A Short History of English Agriculture eBook

This eBook from the Gutenberg Project consists of approximately 420 pages of information about A Short History of English Agriculture.

A Short History of English Agriculture eBook

This eBook from the Gutenberg Project consists of approximately 420 pages of information about A Short History of English Agriculture.
exchanging those that lay far apart from the manor houses for those that lay near; trying evidently to get the home farms into a ring fence as we should term it.[189] In this policy he was followed by his successor Thomas the Second, who during his ownership of the estate from 1281 to 1320, to the great profit of his tenants and himself, encouraged them to make exchanges, so as to make their lands lie in convenient parcels instead of scattered strips, by which he raised the rent of an acre from 4d. and 6d. to 1s. 6d.[190] There is a deed of enclosure made in the year 1250, preserved, by which the free men of North Dichton ’appropriated and divided between them and so kept for ever in fee all that place called Sywyneland, with the moor,’ and they were to have licence to appropriate that place, which was common pasture (the boundaries of which are given), ‘save, however, to the grantor William de Ros and his heirs’ common of pasture in a portion thereof named by bounds, with entry and exit for beasts after the wheat is carried.  The men of North Dichton were also to have all the wood called Rouhowthwicke, and to do what they liked with it.[191] In return they gave the lord 10 marks of silver and a concession as regards a certain wood.  It has been noticed that the Black Death, besides causing many of the landlords to let their demesnes, also made them turn much tillage into grass to save labour, which had grown so dear.  We have also seen that the statutes regulating wages were of little effect, and they went on rising, so that more land was laid down to grass.  The landowners may be said to have given up ordinary farming and turned to sheep raising.

English wool could always find a ready sale, although Spanish sheep farming had developed greatly; and the profitable trade of growing wool attracted the new capitalist class who had sprung up, so that they often invested their recently made fortunes in it, buying up many of the great estates that were scattered during the war.[192]

The increase of sheep farming was assisted by the fact that the domestic system of the manufacture of wool, which supplanted the guild system, led, owing to its rapid and successful growth, to a constant and increasing demand for wool.  At the same time this development of the cloth industry helped to alleviate the evils it had itself caused by giving employment to many whom the agricultural changes wholly or partially deprived of work.  ’It is important to remember, that where peasant proprietorship and small farming did maintain their ground it was largely due to the domestic industries which supplemented the profits of agriculture.’[193]

Much of the land laid down to grass was demesne land, but many of the common arable fields were enclosed and laid down.  John Ross of Warwick about 1460 compares the country as he knew it with the picture presented by the Hundred Rolls in Edward I’s time, showing how many villages had been depopulated; and he mentions the inconvenience to travellers in having to get down frequently to open the gates of enclosed fields.[194]

Copyrights
Project Gutenberg
A Short History of English Agriculture from Project Gutenberg. Public domain.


■ EXERCISE:
Return all lines in the data where the string "this" can be found.

■ DATA FOR PROCESSING:
====
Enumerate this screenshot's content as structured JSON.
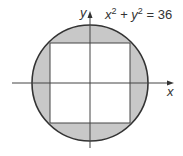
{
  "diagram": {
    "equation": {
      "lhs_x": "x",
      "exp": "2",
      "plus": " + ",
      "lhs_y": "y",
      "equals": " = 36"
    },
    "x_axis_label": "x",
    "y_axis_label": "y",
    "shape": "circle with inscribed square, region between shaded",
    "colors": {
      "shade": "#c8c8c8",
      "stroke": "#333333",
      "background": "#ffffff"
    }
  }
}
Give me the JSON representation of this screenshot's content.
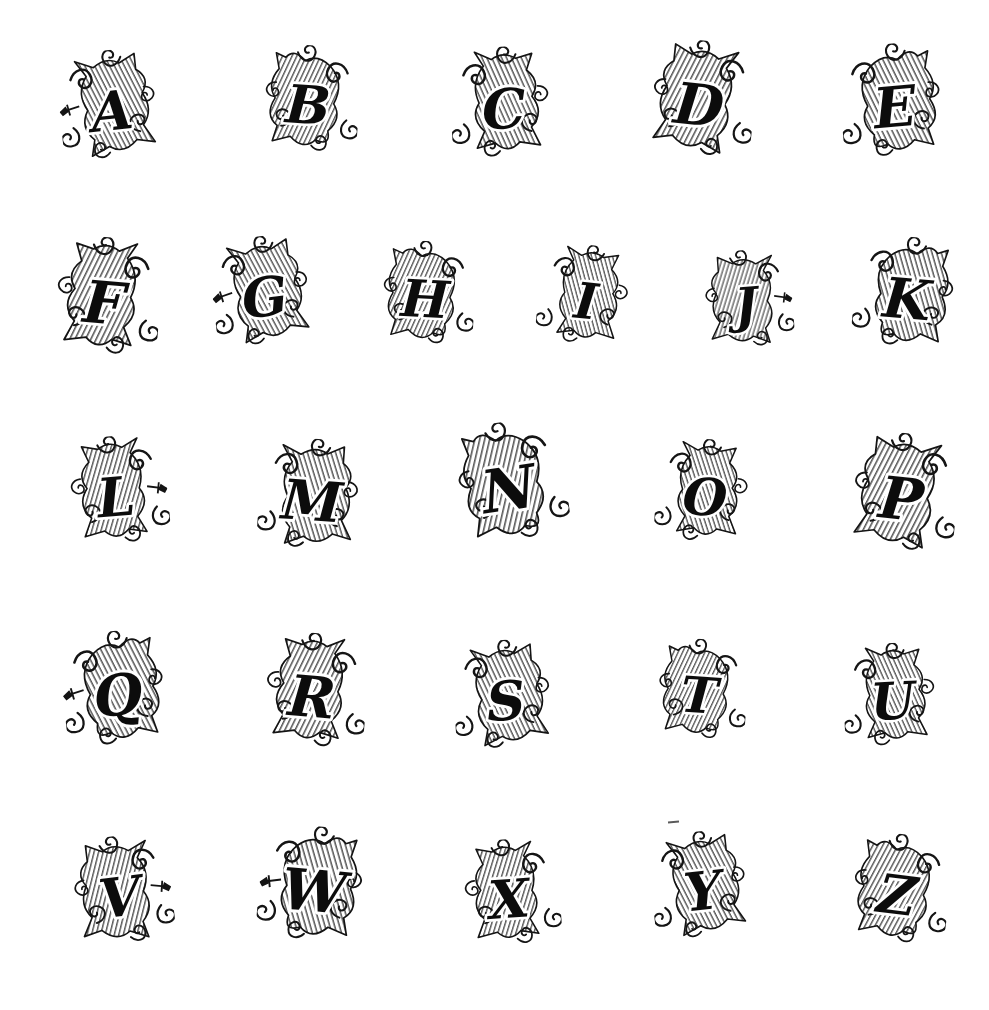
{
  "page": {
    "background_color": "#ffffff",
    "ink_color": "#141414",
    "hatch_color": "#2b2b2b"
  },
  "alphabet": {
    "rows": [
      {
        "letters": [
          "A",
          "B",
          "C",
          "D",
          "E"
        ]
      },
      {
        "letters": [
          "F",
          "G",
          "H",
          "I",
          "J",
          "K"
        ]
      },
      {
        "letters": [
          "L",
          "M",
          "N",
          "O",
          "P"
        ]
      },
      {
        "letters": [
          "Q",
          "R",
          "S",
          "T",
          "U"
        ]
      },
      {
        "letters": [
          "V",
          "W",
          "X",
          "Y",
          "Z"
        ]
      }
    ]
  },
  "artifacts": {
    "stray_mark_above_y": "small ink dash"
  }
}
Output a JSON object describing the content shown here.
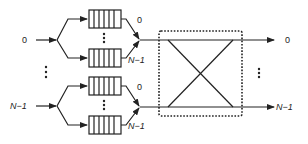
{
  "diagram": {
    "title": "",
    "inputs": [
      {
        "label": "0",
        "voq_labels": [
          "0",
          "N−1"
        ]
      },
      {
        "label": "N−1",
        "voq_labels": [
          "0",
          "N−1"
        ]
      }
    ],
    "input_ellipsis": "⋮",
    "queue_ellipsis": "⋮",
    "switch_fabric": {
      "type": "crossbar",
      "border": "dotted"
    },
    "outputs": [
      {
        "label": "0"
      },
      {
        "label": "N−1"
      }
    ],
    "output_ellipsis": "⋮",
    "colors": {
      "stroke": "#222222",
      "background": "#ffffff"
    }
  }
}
====
■ ANSWER FOR THE TASK:
Enumerate this screenshot's content as structured JSON.
Give me the JSON representation of this screenshot's content.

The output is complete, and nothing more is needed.